தேனாம்பேட்டை காங்கிரஸ் மைதானத்தில் ஆண்டுதோறும் சுதேசிப் பொருட்காட்சி நடத்துகிறவர்களை வாழ்த்துகிறேன். அந்தப் பொருட்காட்சி காரணமாக என் வாழ்க்கையில் வெகு காலமாய் மர்மமாக இருந்து வந்த ஒரு விஷயம் துலங்கியது. என் மனதில் சுமந்திருந்த ஒரு பெரிய பாரம் நீங்கியது. அடிக்கடி என்னைச் சிந்தனையில் ஆழ்த்தி என் நிம்மதியைக் குலைத்து வந்த ஒரு சந்தேகம் நிவர்த்தியாகி என்னுடைய உள்ளத்தில் அமைதி ஏற்பட்டது.
Tamil language Novel Writer, Journalist, Poet & Critic late Ramaswamy Aiyer Krishnamurthy also known as ‘Kalki’. He derived his pen name from the suffixes of his wife name Kalyani and his name Krishnamurthy in Tamil form கல்யாணி and கிருஷ்ணமூர்த்தி as Kalki (கல்கி). His name also represents “Kalki avatar”, the tenth and last avatar of the Hindu God Vishnu.
His writings includes over 120 short stories, 10 novelettes, 5 novels, 3 historical romances, editorial and political writings and hundreds of film and music reviews. Krishnamurthy’s witty, incisive comments on politics, literature, music and other forms of art were looked forward to with unceasing interest by readers. He wrote under the pen names of ‘Kalki’, ‘Ra. Ki’, ‘Tamil Theni’, ‘Karnatakam’ and so on.
The success that Krishnamurthy attained in the realm of historical fiction is phenomenal. Sixty years ago, at a time when the literacy level was low and when the English-educated Tamils looked down on writings in Tamil, Kalki’s circulation touched 71,000 copies – the largest for any weekly in the county then – when it serialised his historical novels. Kalki had also the genius to classify the historical and non-historical events, historical and non-historical characters and how much the novel owes to history.
The protagonist meets his old friend Devaki, from his youth years, in a Swadeshi Products Trade Fair. She asks him to come over to her place with the same friendliness with which she used to ask him to come over to her house in their youth.
He reminiscences about his youth and his relation with Devaki. Devaki was the daughter of the headmaster of his school. He had been an poor student and the had lost a few years of his study. He had rejoined school and the wife of the headmaster took a liking to him as he had helped them settle down in the village.
One day their daughter, Devaki, comes from Madras and the headmaster makes her study in the boys school where he is the headmaster despite protests from his wife. The protagonist continues to go to his headmaster's house and the tongues of the townsfolk start wagging. He is provoked by one of his bully classmates regarding his relation with Devaki and he gets into fisticuffs with the boy. Not wanting to tell the headmaster what the bully said he gets rebuked by the headmaster. His relation with the headmaster slowly changes.
In time the headmaster identifies a groom for Devaki. But Devaki is not inclined to get married. One thing leads to another and based on an anonymous letter sent to the groom the groom refuses to get married to Devaki and much to anguish of the headmaster the marriage is called off. The protagonist gets blamed for this and he runs away and establishes himself as a good businessman in Kolkatta.
He comes back to Madras after a decade or so and that is when he meets Devaki at the Trade Fair. He goes to Devaki's house with much trepidation and discovers something completely unexpected.
Classic novel! Unable to understand how selfish a few characters were and how their fun had spoiled a person's happiness in life. Shocking to see the existence of these type of characters in 1950s.
Lesson learn by the protogonist at the ending is a lesson for all; Do not judge a book by its cover; Anything that is white is not always milk.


#### ASSIGNED TASK:
Although the entries contain pictures, your copy should hold only their exact text.

>>>>

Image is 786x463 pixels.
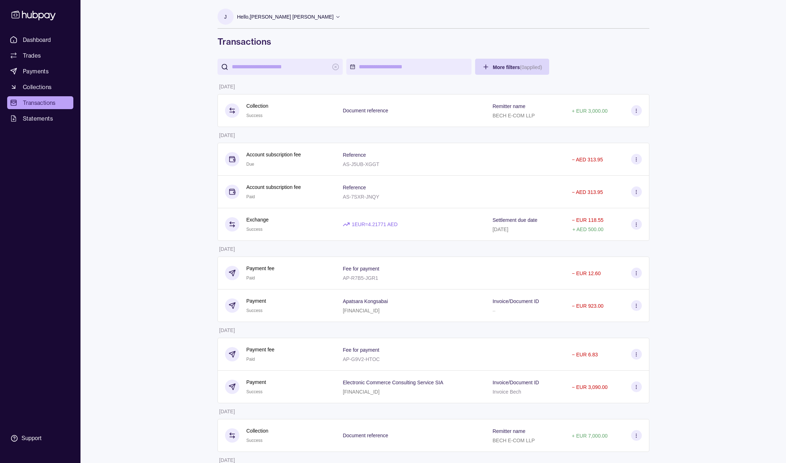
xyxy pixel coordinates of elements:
p: Invoice/Document ID [493,380,539,385]
span: Dashboard [23,35,51,44]
a: Dashboard [7,33,73,46]
p: AP-G9V2-HTOC [343,356,380,362]
p: Account subscription fee [247,183,301,191]
p: − AED 313.95 [572,189,603,195]
span: Success [247,227,263,232]
p: BECH E-COM LLP [493,113,535,118]
p: [FINANCIAL_ID] [343,389,380,395]
p: − AED 313.95 [572,157,603,162]
p: [DATE] [219,409,235,414]
span: Success [247,389,263,394]
span: Success [247,113,263,118]
span: Statements [23,114,53,123]
p: AS-J5UB-XGGT [343,161,379,167]
p: Reference [343,185,366,190]
p: Collection [247,102,268,110]
p: Collection [247,427,268,435]
p: [FINANCIAL_ID] [343,308,380,314]
p: BECH E-COM LLP [493,438,535,443]
p: Payment fee [247,264,275,272]
p: AS-7SXR-JNQY [343,194,379,200]
span: Success [247,438,263,443]
a: Statements [7,112,73,125]
p: Invoice/Document ID [493,298,539,304]
p: Electronic Commerce Consulting Service SIA [343,380,443,385]
span: Paid [247,357,255,362]
p: Hello, [PERSON_NAME] [PERSON_NAME] [237,13,334,21]
p: [DATE] [219,246,235,252]
span: Collections [23,83,52,91]
p: Account subscription fee [247,151,301,159]
p: [DATE] [219,132,235,138]
p: ( 0 applied) [520,64,542,70]
p: Reference [343,152,366,158]
span: Transactions [23,98,56,107]
p: Payment [247,297,266,305]
p: − EUR 3,090.00 [572,384,608,390]
p: [DATE] [219,84,235,89]
p: Remitter name [493,428,526,434]
p: Payment [247,378,266,386]
p: Invoice Bech [493,389,521,395]
div: Support [21,435,42,442]
input: search [232,59,329,75]
p: − EUR 12.60 [572,271,601,276]
a: Payments [7,65,73,78]
p: Fee for payment [343,266,379,272]
p: + EUR 3,000.00 [572,108,608,114]
p: Payment fee [247,346,275,354]
span: Success [247,308,263,313]
p: Document reference [343,433,388,438]
p: [DATE] [219,327,235,333]
span: Paid [247,194,255,199]
span: Due [247,162,254,167]
span: Trades [23,51,41,60]
p: [DATE] [219,457,235,463]
a: Collections [7,81,73,93]
span: Paid [247,276,255,281]
a: Trades [7,49,73,62]
h1: Transactions [218,36,650,47]
a: Transactions [7,96,73,109]
p: [DATE] [493,227,509,232]
p: + EUR 7,000.00 [572,433,608,439]
p: Document reference [343,108,388,113]
p: Settlement due date [493,217,538,223]
p: Remitter name [493,103,526,109]
a: Support [7,431,73,446]
button: More filters(0applied) [475,59,550,75]
p: J [224,13,227,21]
p: − EUR 923.00 [572,303,603,309]
p: Exchange [247,216,269,224]
p: 1 EUR = 4.21771 AED [352,220,398,228]
p: Apatsara Kongsabai [343,298,388,304]
span: Payments [23,67,49,76]
p: – [493,308,496,314]
span: More filters [493,64,543,70]
p: Fee for payment [343,347,379,353]
p: − EUR 118.55 [572,217,603,223]
p: + AED 500.00 [573,227,604,232]
p: AP-R7B5-JGR1 [343,275,378,281]
p: − EUR 6.83 [572,352,598,358]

<<<<

#### REPLY TO THE EXERCISE:
Image is 786x463 pixels.
xyxy pixel coordinates of elements:
p: Invoice/Document ID [493,380,539,385]
span: Dashboard [23,35,51,44]
a: Dashboard [7,33,73,46]
p: AP-G9V2-HTOC [343,356,380,362]
p: Account subscription fee [247,183,301,191]
p: − AED 313.95 [572,189,603,195]
span: Success [247,227,263,232]
p: BECH E-COM LLP [493,113,535,118]
p: [FINANCIAL_ID] [343,389,380,395]
p: − AED 313.95 [572,157,603,162]
p: [DATE] [219,409,235,414]
span: Success [247,389,263,394]
span: Success [247,113,263,118]
span: Statements [23,114,53,123]
p: AS-J5UB-XGGT [343,161,379,167]
p: Reference [343,185,366,190]
p: Collection [247,102,268,110]
p: Collection [247,427,268,435]
p: [FINANCIAL_ID] [343,308,380,314]
p: BECH E-COM LLP [493,438,535,443]
p: Payment fee [247,264,275,272]
p: AS-7SXR-JNQY [343,194,379,200]
span: Success [247,438,263,443]
a: Statements [7,112,73,125]
p: Invoice/Document ID [493,298,539,304]
p: Electronic Commerce Consulting Service SIA [343,380,443,385]
span: Paid [247,357,255,362]
p: Hello, [PERSON_NAME] [PERSON_NAME] [237,13,334,21]
p: [DATE] [219,246,235,252]
span: Collections [23,83,52,91]
p: Account subscription fee [247,151,301,159]
p: [DATE] [219,132,235,138]
p: ( 0 applied) [520,64,542,70]
p: Reference [343,152,366,158]
span: Transactions [23,98,56,107]
p: Payment [247,297,266,305]
p: − EUR 3,090.00 [572,384,608,390]
p: [DATE] [219,84,235,89]
p: Remitter name [493,428,526,434]
p: Payment [247,378,266,386]
p: Invoice Bech [493,389,521,395]
div: Support [21,435,42,442]
input: search [232,59,329,75]
p: − EUR 12.60 [572,271,601,276]
a: Payments [7,65,73,78]
p: Fee for payment [343,266,379,272]
p: + EUR 3,000.00 [572,108,608,114]
p: Payment fee [247,346,275,354]
span: Success [247,308,263,313]
p: Document reference [343,433,388,438]
p: [DATE] [219,327,235,333]
span: Paid [247,194,255,199]
span: Due [247,162,254,167]
span: Trades [23,51,41,60]
p: [DATE] [219,457,235,463]
a: Collections [7,81,73,93]
span: Paid [247,276,255,281]
a: Trades [7,49,73,62]
h1: Transactions [218,36,650,47]
a: Transactions [7,96,73,109]
p: [DATE] [493,227,509,232]
p: + EUR 7,000.00 [572,433,608,439]
p: Document reference [343,108,388,113]
p: Settlement due date [493,217,538,223]
p: Remitter name [493,103,526,109]
a: Support [7,431,73,446]
button: More filters(0applied) [475,59,550,75]
p: J [224,13,227,21]
p: − EUR 923.00 [572,303,603,309]
p: Exchange [247,216,269,224]
p: 1 EUR = 4.21771 AED [352,220,398,228]
p: Apatsara Kongsabai [343,298,388,304]
span: Payments [23,67,49,76]
p: – [493,308,496,314]
span: More filters [493,64,543,70]
p: Fee for payment [343,347,379,353]
p: − EUR 118.55 [572,217,603,223]
p: + AED 500.00 [573,227,604,232]
p: AP-R7B5-JGR1 [343,275,378,281]
p: − EUR 6.83 [572,352,598,358]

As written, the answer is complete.